When a patient undergoes total hip replacement and develops a sciatic nerve palsy resulting in permanent foot drop, an orthopedic surgery expert can analyze the operative approach, leg-length correction, and component positioning to determine whether the nerve injury resulted from excessive limb lengthening or retractor placement. In fracture cases where a comminuted distal radius fracture is treated with casting when the fracture pattern required operative fixation, and the patient develops malunion with permanent loss of wrist function, the expert evaluates whether the initial treatment selection was appropriate given the fracture characteristics. For arthroscopic surgery cases — particularly those involving chondral damage, meniscal repair failure, or infection after knee arthroscopy — the expert assesses whether the procedure was indicated, technically adequate, and whether the complication was recognized and managed appropriately. In cases involving delayed treatment of open fractures, the expert can establish whether the delay in operative debridement and fixation violated the standard of care and contributed to infection or nonunion. For damages testimony, the orthopedic surgery expert projects the long-term consequences of musculoskeletal injuries and surgical complications — including lifetime joint replacement revision cycles typically required every fifteen to twenty years with increasing complexity, chronic pain disability ratings using the AMA Guides, future durable medical equipment and mobility aid costs including braces, walkers, and power scooters, and permanent range-of-motion deficits affecting vocational capacity — quantifying future revision surgeries, physical therapy, DME, vocational rehabilitation, and lifetime orthopedic follow-up costs.
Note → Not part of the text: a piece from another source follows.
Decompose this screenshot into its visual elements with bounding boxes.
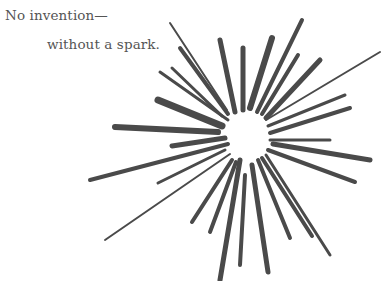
spark-burst-illustration bbox=[0, 0, 391, 281]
An orthopedic surgery expert witness evaluates the full range of musculoskeletal surgical care: fracture fixation including plate, screw, intramedullary nail, and external fixation techniques; total joint replacement of the hip, knee, and shoulder; arthroscopic surgery of the knee, shoulder, hip, and ankle; rotator cuff repair and shoulder stabilization; ACL reconstruction; spinal decompression and fusion; and management of orthopedic emergencies including open fractures, compartment syndrome, and septic joints. The expert reviews pre- and postoperative radiographs, CT scans, and MRI studies, operative reports with attention to implant selection and placement, intraoperative fluoroscopy, physical therapy records, and functional outcome measures. They assess whether the surgical indication was appropriate, whether the technique met contemporary standards, whether hardware position was acceptable, and whether postoperative complications were managed in a timely fashion. For trauma cases, the expert evaluates the initial emergency management, the timing of definitive fixation, and whether the fracture classification guided appropriate treatment. Anchor matches attorneys with board-certified orthopedic surgeons whose subspecialty — sports medicine, joint replacement, trauma, spine, hand, or foot and ankle — corresponds to the specific case. The orthopedic expert also evaluates long-term damages: lifetime joint replacement revision cycles with projected timing, complexity escalation, and hospitalization costs, chronic pain disability ratings using AMA Guides impairment methodology, future durable medical equipment needs including braces, assistive devices, and mobility aids, and permanent range-of-motion and strength deficits affecting activities of daily living and employment. The expert projects future revision surgeries, physical therapy episodes, DME replacement schedules, vocational rehabilitation, and permanent musculoskeletal impairment ratings for life care planning.

Qualifications to look for

Look for board certification by the American Board of Orthopaedic Surgery. Subspecialty fellowship training — in sports medicine, adult reconstruction, orthopedic trauma, spine surgery, hand surgery, or foot and ankle surgery — is important because orthopedic surgery encompasses a wide range of procedures, and an expert who performs the specific surgery at issue carries substantially more weight. Active surgical practice is essential because implant technology, surgical approaches, and rehabilitation protocols evolve continuously — an expert performing current joint replacements with modern bearing surfaces or using contemporary fracture fixation constructs can speak with authority to present-day standards. For Daubert reliability, look for membership in the American Academy of Orthopaedic Surgeons and relevant surgical volume in the procedure at issue.